I’ve always lived by that adage that we should tell people we love them, because one day you might not get that chance.
I know that I tell my kids all the time what I love and admire about them, and I remind them that I will always love them, even when I don’t love every choice they make. It’s turned into this running joke between us about the “right” reasons to love or appreciate someone; for years, we have talked about how we don’t love people because of things they give us or do for us.
So ever since they were little, my kids have said things like “oh my God, you brought me a Caramel Frappe? I LOVE YOU MOM!” then they add, “…but not because of that.”
“Mom! I can really go see the show with my friend Saturday and you’ll pick me up at midnight?
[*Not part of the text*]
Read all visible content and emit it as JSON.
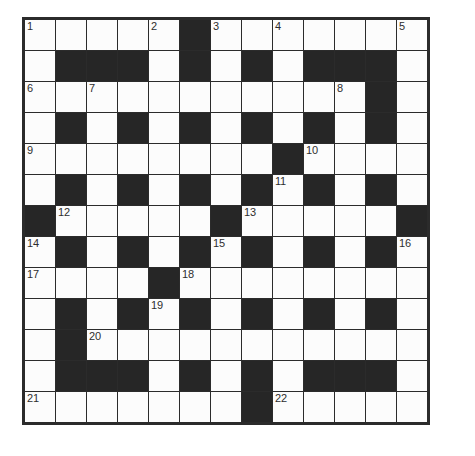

YOU ARE THE BEST MOM EVER… but not because of that.”
It’s our way of joking that we understand that love is not transactional, and that we can love something someone does for us, but that’s not the same as loving a person.
However this idea that loving a person is not the same as knowing why you love a person and being able to put it in words—I don’t know if I’ve ever really thought about that before.
We can’t just tell people we love them, we need to tell people why we love them.
What might it change if the people in our lives took a moment to tell us why we are loved? I’m thinking a lot.
What might we learn about ourselves? What might we learn about our purpose, or how to best spend our days? Would we have new ideas about the people who deserve our time and energy? Would we have a better sense of the direction we should be taking our lives? Would we think differently about the ways in which we create meaning and purpose for others?
I can’t stop thinking about how much it would mean for every one of us to know just a little more about how we matter, who we matter to, and above all, why we’re loved.
I also come from a loud, “I love you” family and it takes us 20 minutes to say goodbye anytime we get together because we are hugging and talking. 🤣
I wanted to share something we do that takes the “I love you’s” a little deeper. On birthdays we write “I love because..” lists to the birthday person. They are funny and sweet and full of inside jokes. And it’s cool to see how the lists change through the years. It’s a nice opportunity to take a moment to tell each other why we love each other.
Very meaningful post. Thank you Liz. I never leave the house without telling my wife I love her and also always pat the dogs. I am recovering from a heart attack so now will double down.